Dynastica

Conflict·b. 1187

Battle of Hattin

Overview

On 4 July 1187 Saladin destroyed the field army of the Latin Kingdom of Jerusalem at the Horns of Hattin, a double hill above the Sea of Galilee. The campaign began when Saladin, having spent a decade uniting Egypt and Muslim Syria under Ayyubid rule, crossed the Jordan with a large army and besieged Tiberias, whose citadel held out under the countess Eschiva of Galilee. The kingdom mustered nearly its full strength, around 1,200 knights and many thousands of foot soldiers and turcopoles, at the springs of Saffuriya.

King Guy of Lusignan faced conflicting counsel: Raymond III of Tripoli, whose own wife was besieged in Tiberias, argued against marching across the waterless plateau in high summer, while others pressed for relief. Guy ordered the advance on 3 July. Harassed by mounted archers and cut off from water, the army halted short of the lake and spent the night surrounded; the Muslims fired the dry scrub upwind of the camp. On the following day the thirst-weakened infantry broke from the knights, repeated cavalry charges failed to open a path to the springs, and the army was destroyed where it stood. The relic of the True Cross, carried with the army, was captured.

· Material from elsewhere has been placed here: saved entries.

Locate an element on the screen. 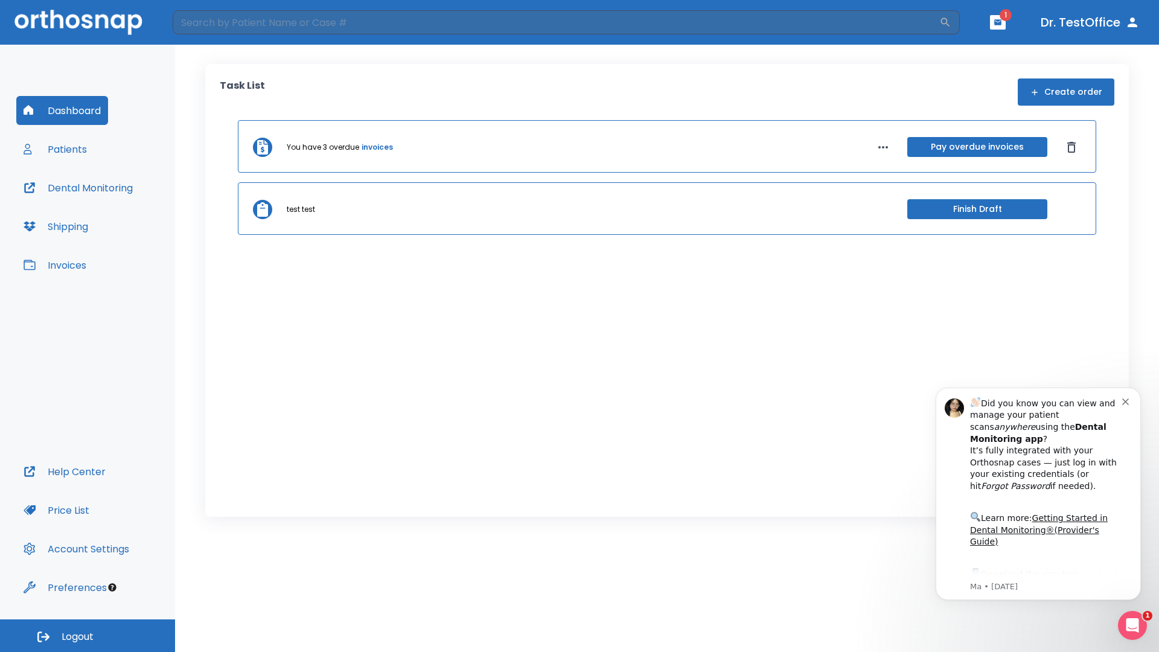 Image resolution: width=1159 pixels, height=652 pixels. button: Help Center is located at coordinates (65, 471).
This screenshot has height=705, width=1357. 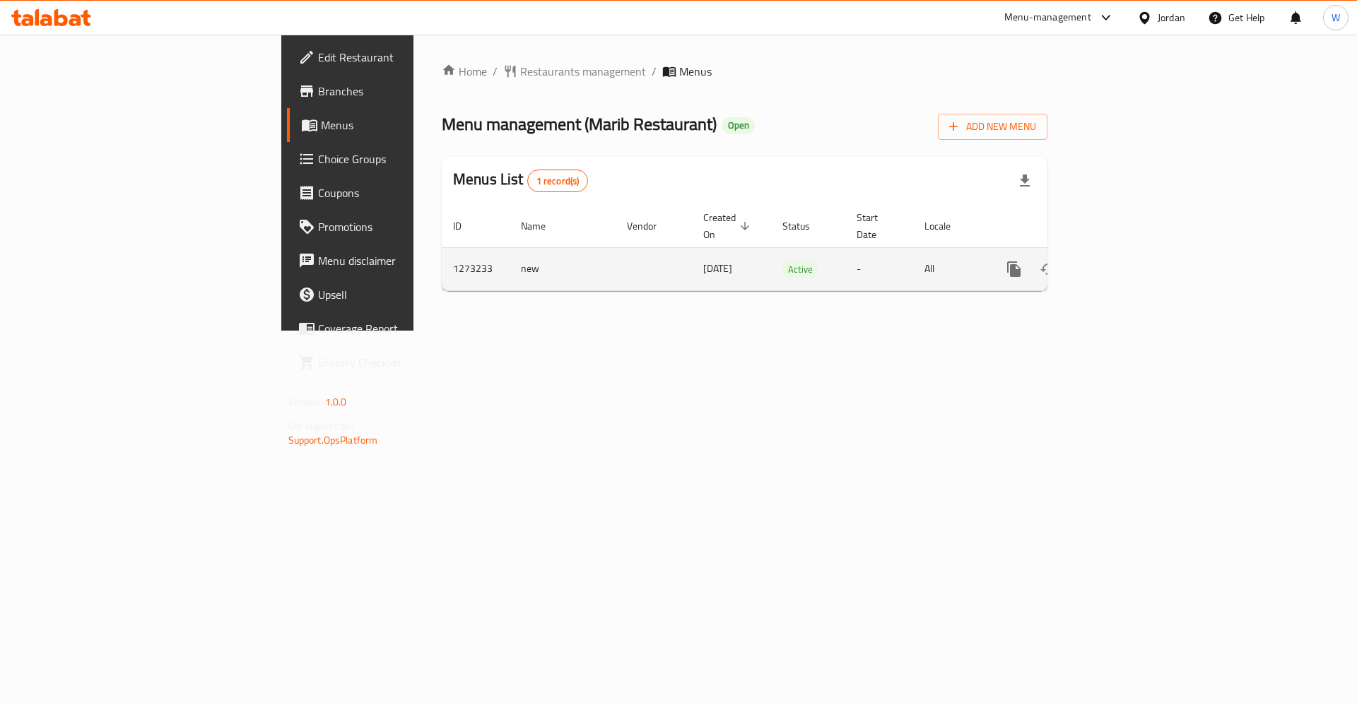 What do you see at coordinates (729, 226) in the screenshot?
I see `span: Created On` at bounding box center [729, 226].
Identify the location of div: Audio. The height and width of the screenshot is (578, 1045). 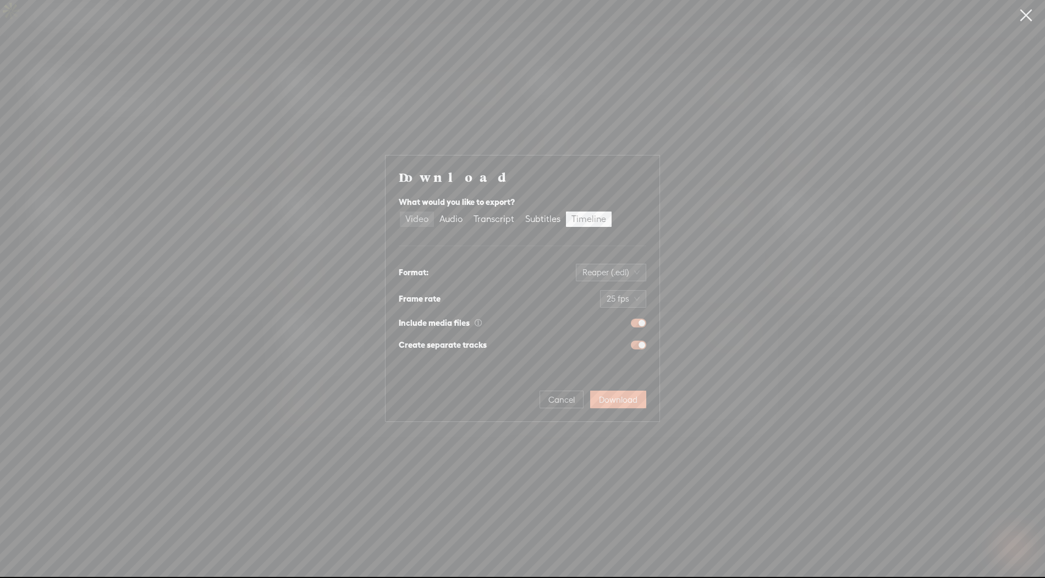
(451, 219).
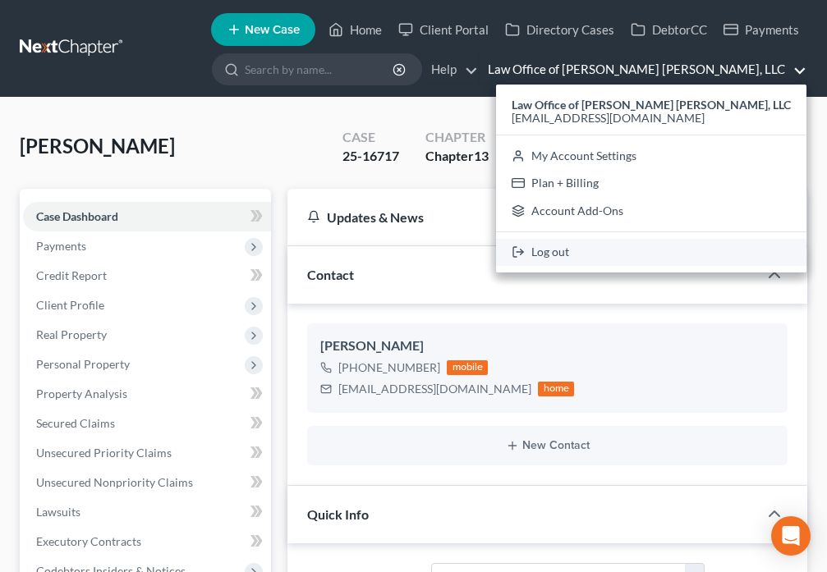 The image size is (827, 572). I want to click on a: Plan + Billing, so click(651, 183).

Guy was taken prisoner and treated honorably. Raynald of Châtillon, lord of Kerak, whose attacks on Muslim caravans in violation of truce had been a stated cause of the war, was executed by Saladin personally or on his order; some two hundred captured Templars and Hospitallers were also put to death, while the bulk of prisoners were sold or ransomed. With the kingdom's army gone, its cities and castles fell in rapid succession through the summer and autumn, leaving Jerusalem itself exposed and culminating in its surrender in October.